Recovering Graph-Structured Activations using Adaptive Compressive Measurements
Akshay Krishnamurthy, James Sharpnack, Aarti Singh

TL;DR
This paper introduces a hierarchical adaptive sensing method for localizing clusters of activated vertices in graphs, achieving effective detection at lower signal-to-noise ratios than traditional methods.
Contribution
It proposes a novel hierarchical partitioning approach combined with adaptive measurements for graph activation localization, with theoretical guarantees and practical validation.
Findings
Localization at weaker SNR than unstructured methods
Theoretical lower bounds on SNR for successful localization
Simulation results demonstrating algorithm effectiveness
Abstract
We study the localization of a cluster of activated vertices in a graph, from adaptively designed compressive measurements.

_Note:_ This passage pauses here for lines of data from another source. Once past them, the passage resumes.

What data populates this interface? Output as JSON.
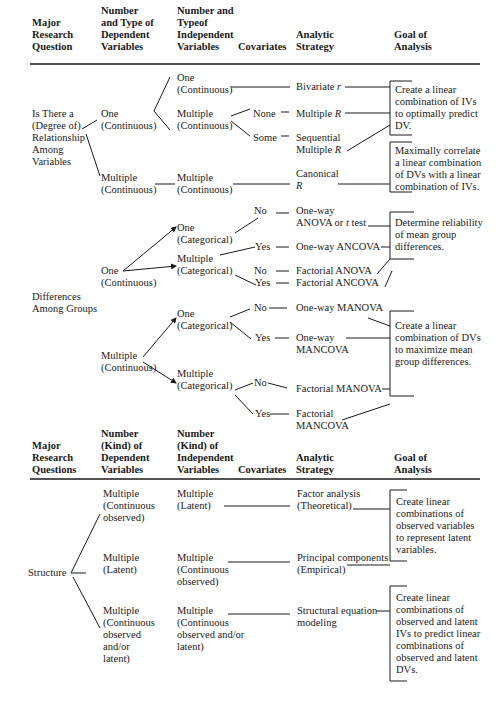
{
  "table1": {
    "headers": {
      "question": "Major\nResearch\nQuestion",
      "dv": "Number\nand Type of\nDependent\nVariables",
      "iv": "Number and\nTypeof\nIndependent\nVariables",
      "covariates": "Covariates",
      "strategy": "Analytic\nStrategy",
      "goal": "Goal of\nAnalysis"
    },
    "relationship": {
      "question": "Is There a\n(Degree of)\nRelationship\nAmong\nVariables",
      "dv_one": "One\n(Continuous)",
      "dv_multiple": "Multiple\n(Continuous)",
      "iv_one": "One\n(Continuous)",
      "iv_multiple": "Multiple\n(Continuous)",
      "iv_multiple2": "Multiple\n(Continuous)",
      "cov_none": "None",
      "cov_some": "Some",
      "strat_bivariate": "Bivariate ",
      "strat_bivariate_sym": "r",
      "strat_multiple": "Multiple ",
      "strat_multiple_sym": "R",
      "strat_sequential": "Sequential\nMultiple ",
      "strat_sequential_sym": "R",
      "strat_canonical": "Canonical",
      "strat_canonical_sym": "R",
      "goal_predict": "Create a linear\ncombination of IVs\nto optimally predict\nDV.",
      "goal_correlate": "Maximally correlate\na linear combination\nof DVs with a linear\ncombination of IVs."
    },
    "differences": {
      "question": "Differences\nAmong Groups",
      "dv_one": "One\n(Continuous)",
      "dv_multiple": "Multiple\n(Continuous)",
      "iv_one_cat_a": "One\n(Categorical)",
      "iv_multi_cat_a": "Multiple\n(Categorical)",
      "iv_one_cat_b": "One\n(Categorical)",
      "iv_multi_cat_b": "Multiple\n(Categorical)",
      "cov_no": "No",
      "cov_yes": "Yes",
      "strat_oneway_anova": "One-way\nANOVA or ",
      "strat_oneway_anova_sym": "t",
      "strat_oneway_anova_tail": " test",
      "strat_oneway_ancova": "One-way ANCOVA",
      "strat_factorial_anova": "Factorial ANOVA",
      "strat_factorial_ancova": "Factorial ANCOVA",
      "strat_oneway_manova": "One-way MANOVA",
      "strat_oneway_mancova": "One-way\nMANCOVA",
      "strat_factorial_manova": "Factorial MANOVA",
      "strat_factorial_mancova": "Factorial\nMANCOVA",
      "goal_reliability": "Determine reliability\nof mean group\ndifferences.",
      "goal_maximize": "Create a linear\ncombination of DVs\nto maximize mean\ngroup differences."
    }
  },
  "table2": {
    "headers": {
      "question": "Major\nResearch\nQuestions",
      "dv": "Number\n(Kind) of\nDependent\nVariables",
      "iv": "Number\n(Kind) of\nIndependent\nVariables",
      "covariates": "Covariates",
      "strategy": "Analytic\nStrategy",
      "goal": "Goal of\nAnalysis"
    },
    "structure": {
      "question": "Structure",
      "dv_1": "Multiple\n(Continuous\nobserved)",
      "dv_2": "Multiple\n(Latent)",
      "dv_3": "Multiple\n(Continuous\nobserved\nand/or\nlatent)",
      "iv_1": "Multiple\n(Latent)",
      "iv_2": "Multiple\n(Continuous\nobserved)",
      "iv_3": "Multiple\n(Continuous\nobserved and/or\nlatent)",
      "strat_factor": "Factor analysis\n(Theoretical)",
      "strat_pca": "Principal components\n(Empirical)",
      "strat_sem": "Structural equation\nmodeling",
      "goal_latent": "Create linear\ncombinations of\nobserved variables\nto represent latent\nvariables.",
      "goal_sem": "Create linear\ncombinations of\nobserved and latent\nIVs to predict linear\ncombinations of\nobserved and latent\nDVs."
    }
  }
}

We propose a hierarchical partitioning of the graph that groups the activated vertices into few partitions, so that a top-down sensing procedure can identify these partitions, and hence the activations, using few measurements. By exploiting the cluster structure, we are able to provide localization guarantees at weaker signal to noise ratios than in the unstructured setting. We complement this performance guarantee with an information theoretic lower bound, providing a necessary signal-to-noise ratio for any algorithm to successfully localize the cluster. We verify our analysis with some simulations, demonstrating the practicality of our algorithm.